In 1961, at the start of the Kennedy administration, I went to work for Defense Secretary Robert McNamara. Just as FDR attracted a small army of bright young lawyers and domestic policy-makers to his New Deal in 1932, McNamara (who had insisted as a condition of taking the Pentagon job that President Kennedy give him authority to make all appointments in the department) recruited an energetic young team to wrestle with the Pentagon behemoth.
The press quickly dubbed the group McNamara’s “whiz kids.” I was proud to be among them, but to the top military brass, “whiz kids” was a term of disdain.
McNamara was determined to control a fractious department that no secretary had yet mastered. When I arrived as a young lawyer, Cy Vance told me, “Bob intends to reorganize the Pentagon from top to bottom. Your job is to find legal authority for whatever he wants to do.”

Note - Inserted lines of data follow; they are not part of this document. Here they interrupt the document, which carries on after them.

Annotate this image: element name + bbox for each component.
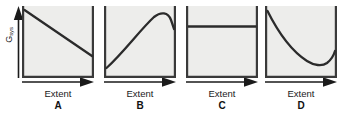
panel-b bbox=[104, 6, 176, 78]
panel-d-x-label: Extent bbox=[265, 88, 337, 100]
panel-a bbox=[22, 6, 94, 78]
panel-b-x-label: Extent bbox=[104, 88, 176, 100]
panel-b-curve bbox=[104, 6, 176, 78]
panel-a-letter: A bbox=[22, 100, 94, 112]
panel-b-x-axis: Extent bbox=[104, 78, 176, 90]
panel-d bbox=[265, 6, 337, 78]
panel-a-x-label: Extent bbox=[22, 88, 94, 100]
panel-b-letter: B bbox=[104, 100, 176, 112]
y-axis-group: Gsys bbox=[0, 6, 22, 78]
panel-a-x-axis: Extent bbox=[22, 78, 94, 90]
panel-c-x-label: Extent bbox=[186, 88, 258, 100]
panel-d-x-axis: Extent bbox=[265, 78, 337, 90]
panel-d-curve bbox=[265, 6, 337, 78]
panel-c bbox=[186, 6, 258, 78]
panel-c-x-axis: Extent bbox=[186, 78, 258, 90]
free-energy-panel-figure: Gsys Extent A bbox=[0, 0, 337, 116]
y-axis-label: Gsys bbox=[2, 13, 16, 57]
panel-c-curve bbox=[186, 6, 258, 78]
panel-c-letter: C bbox=[186, 100, 258, 112]
panel-d-letter: D bbox=[265, 100, 337, 112]
panel-a-curve bbox=[22, 6, 94, 78]
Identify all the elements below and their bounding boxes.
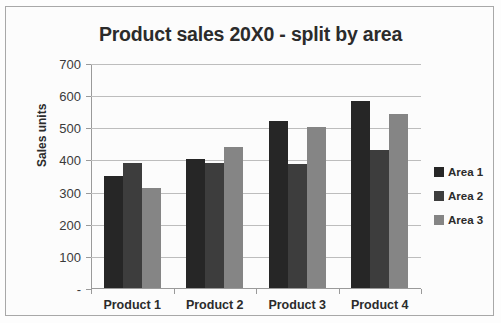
y-tick-label: 600: [59, 89, 81, 104]
x-tick-label: Product 1: [103, 298, 161, 312]
bar[interactable]: [186, 159, 205, 288]
y-tick-label: -: [77, 282, 81, 297]
bar-group: [174, 63, 257, 288]
y-tick-label: 700: [59, 57, 81, 72]
bar[interactable]: [224, 147, 243, 288]
chart-legend: Area 1Area 2Area 3: [434, 160, 483, 232]
bar[interactable]: [142, 188, 161, 288]
bar-group: [256, 63, 339, 288]
plot-area: -100200300400500600700 Product 1Product …: [91, 64, 421, 289]
y-tick-label: 300: [59, 185, 81, 200]
x-tick-mark: [174, 289, 175, 294]
x-tick-label: Product 2: [186, 298, 244, 312]
legend-item[interactable]: Area 2: [434, 184, 483, 208]
bar[interactable]: [370, 150, 389, 288]
legend-swatch-icon: [434, 215, 444, 225]
bar-group: [339, 63, 422, 288]
chart-title: Product sales 20X0 - split by area: [6, 23, 495, 46]
y-axis-title: Sales units: [35, 104, 49, 167]
bar-group: [91, 63, 174, 288]
legend-swatch-icon: [434, 167, 444, 177]
legend-item[interactable]: Area 3: [434, 208, 483, 232]
bar[interactable]: [123, 163, 142, 288]
bar[interactable]: [104, 176, 123, 289]
legend-label: Area 1: [448, 166, 483, 178]
y-tick-label: 500: [59, 121, 81, 136]
bar[interactable]: [269, 121, 288, 288]
bar[interactable]: [288, 164, 307, 288]
chart-screenshot: Product sales 20X0 - split by area Sales…: [0, 0, 501, 323]
legend-label: Area 3: [448, 214, 483, 226]
y-tick-label: 200: [59, 217, 81, 232]
bar[interactable]: [205, 163, 224, 288]
bar[interactable]: [389, 114, 408, 288]
x-tick-label: Product 3: [268, 298, 326, 312]
x-tick-mark: [256, 289, 257, 294]
legend-item[interactable]: Area 1: [434, 160, 483, 184]
y-tick-label: 400: [59, 153, 81, 168]
legend-label: Area 2: [448, 190, 483, 202]
x-tick-label: Product 4: [351, 298, 409, 312]
x-tick-mark: [421, 289, 422, 294]
legend-swatch-icon: [434, 191, 444, 201]
bar[interactable]: [307, 127, 326, 288]
bar[interactable]: [351, 101, 370, 288]
x-tick-mark: [339, 289, 340, 294]
x-tick-mark: [91, 289, 92, 294]
chart-container: Product sales 20X0 - split by area Sales…: [5, 6, 494, 316]
y-tick-label: 100: [59, 249, 81, 264]
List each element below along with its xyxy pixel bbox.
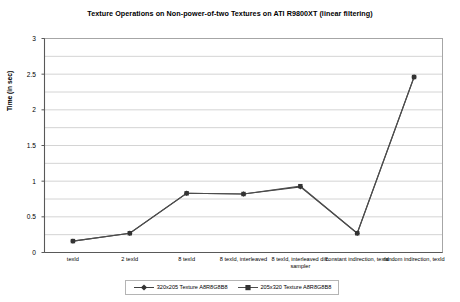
y-tick-label: 2.5 xyxy=(12,71,36,78)
data-point-square xyxy=(355,231,359,235)
data-series-layer xyxy=(70,74,417,243)
chart-container: Texture Operations on Non-power-of-two T… xyxy=(0,0,460,302)
data-point-square xyxy=(71,239,75,243)
legend-label-series-2: 205x320 Texture A8R8G8B8 xyxy=(261,284,332,291)
legend-item-series-1: 320x205 Texture A8R8G8B8 xyxy=(133,283,228,292)
gridlines-group xyxy=(45,39,443,253)
data-point-square xyxy=(128,231,132,235)
series-2 xyxy=(71,75,417,243)
data-point-square xyxy=(412,75,416,79)
y-tick-label: 0.5 xyxy=(12,213,36,220)
legend-marker-diamond-icon xyxy=(133,283,155,292)
y-tick-label: 1 xyxy=(12,178,36,185)
y-tick-label: 3 xyxy=(12,35,36,42)
x-tick-label: random indirection, texId xyxy=(380,256,449,263)
y-tick-label: 0 xyxy=(12,249,36,256)
y-tick-label: 1.5 xyxy=(12,142,36,149)
series-1 xyxy=(70,74,417,243)
chart-legend: 320x205 Texture A8R8G8B8 205x320 Texture… xyxy=(125,280,339,295)
legend-marker-square-icon xyxy=(237,283,259,292)
data-point-square xyxy=(298,184,302,188)
y-tick-label: 2 xyxy=(12,106,36,113)
legend-label-series-1: 320x205 Texture A8R8G8B8 xyxy=(157,284,228,291)
data-point-square xyxy=(241,192,245,196)
data-point-square xyxy=(184,191,188,195)
legend-item-series-2: 205x320 Texture A8R8G8B8 xyxy=(237,283,332,292)
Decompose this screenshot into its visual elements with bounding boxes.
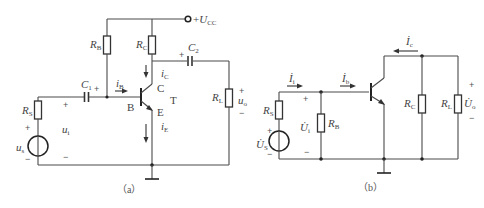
transistor-collector-lead: [141, 84, 152, 93]
rb-label: RB: [89, 38, 102, 52]
transistor-collector-lead: [371, 78, 384, 88]
ic-label: iC: [161, 67, 169, 81]
ie-label: iE: [161, 120, 168, 134]
ui-minus-sign: −: [304, 147, 309, 157]
resistor-rc: [419, 95, 426, 113]
ib-label: İb: [341, 72, 350, 86]
ib-arrow-head: [350, 84, 356, 89]
emitter-label: E: [157, 106, 164, 118]
ui-plus-sign: +: [303, 94, 308, 104]
resistor-rs: [276, 101, 283, 119]
uo-label: uo: [238, 94, 248, 108]
ii-label: İi: [288, 72, 295, 86]
rb-label: RB: [327, 117, 340, 131]
ib-label: iB: [116, 77, 124, 91]
vcc-terminal: [185, 16, 191, 22]
us-minus-sign: −: [25, 154, 30, 164]
vcc-label: +UCC: [193, 13, 217, 27]
resistor-rb: [318, 114, 325, 132]
ii-arrow-head: [297, 84, 303, 89]
rs-label: RS: [262, 104, 274, 118]
c2-plus-sign: +: [179, 50, 184, 60]
ui-minus-sign: −: [63, 152, 68, 162]
base-label: B: [127, 101, 134, 113]
c2-label: C2: [188, 41, 199, 55]
rs-label: RS: [21, 104, 33, 118]
ic-arrow-head: [144, 72, 149, 78]
ie-arrow-head: [144, 137, 149, 143]
ic-label: İc: [405, 35, 413, 49]
collector-label: C: [157, 82, 164, 94]
figure-b-small-signal-model: İi İb RS + U̇S − + U̇i − RB: [256, 35, 476, 193]
junction-dot: [319, 157, 323, 161]
junction-dot: [420, 157, 424, 161]
rl-label: RL: [211, 91, 223, 105]
ic-arrow-head: [393, 49, 399, 54]
rl-label: RL: [440, 97, 452, 111]
resistor-rs: [35, 101, 42, 119]
resistor-rl: [226, 89, 233, 107]
uo-minus-sign: −: [469, 113, 474, 123]
rc-label: RC: [403, 97, 416, 111]
resistor-rc: [149, 36, 156, 54]
caption-b: （b）: [358, 182, 383, 193]
circuit-diagram: +UCC RB RC C2 + RL + uo − C1 +: [0, 0, 484, 208]
ui-label: ui: [62, 123, 70, 137]
us-label: us: [16, 141, 25, 155]
c1-label: C1: [81, 78, 92, 92]
resistor-rb: [104, 36, 111, 54]
resistor-rl: [455, 95, 462, 113]
ui-plus-sign: +: [63, 100, 68, 110]
c1-plus-sign: +: [94, 84, 99, 94]
us-plus-sign: +: [25, 123, 30, 133]
us-plus-sign: +: [267, 126, 272, 136]
rc-label: RC: [135, 38, 148, 52]
caption-a: （a）: [117, 184, 141, 195]
us-minus-sign: −: [267, 149, 272, 159]
uo-label: U̇o: [464, 97, 476, 111]
uo-plus-sign: +: [469, 80, 474, 90]
transistor-label: T: [170, 94, 177, 106]
ui-label: U̇i: [300, 121, 310, 135]
figure-a-amplifier-circuit: +UCC RB RC C2 + RL + uo − C1 +: [16, 13, 248, 195]
uo-minus-sign: −: [239, 108, 244, 118]
junction-dot: [105, 95, 108, 98]
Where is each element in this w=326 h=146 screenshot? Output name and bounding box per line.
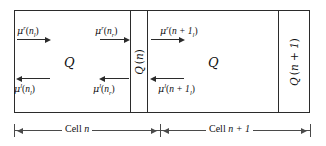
flux-label-mu-r-n-l: μr(nl): [17, 26, 39, 37]
dim-arrowhead-cell-n-plus-1-right: [301, 128, 307, 134]
paren-close: ): [192, 84, 195, 94]
flux-label-mu-l-n-plus-1-l: μl(n + 1l): [158, 84, 195, 95]
flux-label-mu-l-n-r: μl(nr): [93, 84, 115, 95]
paren-close: ): [288, 38, 300, 42]
flux-label-mu-r-n-r: μr(nr): [95, 26, 117, 37]
dim-arrowhead-cell-n-plus-1-left: [163, 128, 169, 134]
dim-argument: n: [84, 123, 89, 134]
region-label-q-cell-n: Q: [64, 55, 75, 70]
cell-flux-diagram: μr(nl) μr(nr) μl(nl) μl(nr) Q Q (n) μr(n…: [0, 0, 326, 146]
divider-cell-n-right: [130, 10, 131, 113]
paren-close: ): [133, 49, 145, 53]
q-symbol: Q: [288, 77, 300, 86]
interface-argument: n + 1: [288, 42, 300, 71]
arrow-right-n-plus-1-l-top: [151, 39, 180, 40]
arrow-left-n-plus-1-l-bottom: [155, 78, 184, 79]
arrow-right-n-r-top: [100, 39, 125, 40]
paren-open: (: [133, 60, 145, 64]
paren-close: ): [36, 26, 39, 36]
dim-prefix: Cell: [209, 123, 228, 134]
paren-open: (: [288, 71, 300, 75]
interface-argument: n: [133, 53, 145, 60]
dim-label-cell-n: Cell n: [62, 123, 92, 134]
divider-interface-n-right: [147, 10, 148, 113]
dim-prefix: Cell: [65, 123, 84, 134]
paren-close: ): [112, 84, 115, 94]
flux-argument: n + 1: [169, 84, 190, 94]
flux-label-mu-r-n-plus-1-l: μr(n + 1l): [160, 26, 198, 37]
dim-argument: n + 1: [228, 123, 250, 134]
paren-close: ): [32, 84, 35, 94]
region-label-q-cell-n-plus-1: Q: [208, 55, 219, 70]
dim-tick-right-end: [310, 124, 311, 137]
dim-label-cell-n-plus-1: Cell n + 1: [206, 123, 253, 134]
interface-label-q-n-plus-1: Q (n + 1): [288, 30, 300, 94]
flux-label-mu-l-n-l: μl(nl): [14, 84, 35, 95]
dim-arrowhead-cell-n-left: [17, 128, 23, 134]
arrow-left-n-r-bottom: [104, 78, 129, 79]
arrow-right-n-l-top: [17, 39, 46, 40]
arrow-left-n-l-bottom: [21, 78, 50, 79]
paren-close: ): [114, 26, 117, 36]
paren-close: ): [194, 26, 197, 36]
dim-arrowhead-cell-n-right: [151, 128, 157, 134]
q-symbol: Q: [133, 66, 145, 75]
divider-cell-n-plus-1-right: [278, 10, 279, 113]
flux-argument: n + 1: [172, 26, 193, 36]
interface-label-q-n: Q (n): [133, 36, 145, 88]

Known for his extraordinary intelligence, McNamara was also a shrewd political manager. From day one, all White House requests had to go through his office. When he set deadlines for comments on his reorganization proposals, he never extended them. To set the stage for consolidating procurement of common items in a Defense Supply Agency, in order to strengthen the department’s bargaining power, he had me hang on peg boards in his conference room all the hats, belts, shirts, ties, underwear, and even toilet seats of the Army, Navy, Air Force, and Marine Corps as a backdrop for his meeting with the service chiefs. After a few seconds of embarrassment, everyone knew that the Defense Supply Agency would be established.
McNamara was devoted to the Kennedys. When the president was assassinated and Robert Kennedy picked the gravesite at Arlington National Cemetery, McNamara said, “Joe, I want to tie up that land for President Kennedy so that no one can ever take it away. I want to make damn sure we own it.”
“It’s in the middle of Arlington Cemetery.”
“I don’t give a damn. Get a title search made. Write a legal opinion nailing the title down. I want to sign the deed that sets this land aside forever.” (Ramsey Clark, then head of the Justice Department’s Lands Division, did the title search.)
I watched the war consume Bob McNamara. From being the most hawkish adviser, McNamara gradually changed; in the fall of 1967 he went public with his doubts about the effectiveness of bombing in Southeast Asia. By that time I was working in the White House, and President Lyndon Johnson told me, “That man can’t take this pressure of the war. I’ve got to make Vietnam my war, not McNamara’s. I need him functioning.”
In late 1967, after a Cabinet meeting, Bob stopped by my office and said, “I may be recommended to head the World Bank. If so, don’t tell the president I’m indispensable.”
In early 1968, I got a call from journalist Robert Novak. “The Financial Times says McNamara is being considered for the World Bank. Anything to it?” I fudged an answer and called Bob. “Tell the president I’m on the way over to see him,” he said. That day McNamara and the president holed up in the Oval Office until late afternoon, when they issued an exchange of resignation letters.
“To this day,” Bob told me a few months ago, over the last dinner I had with him and his wife, Diana, “I don’t know whether I quit or was fired.”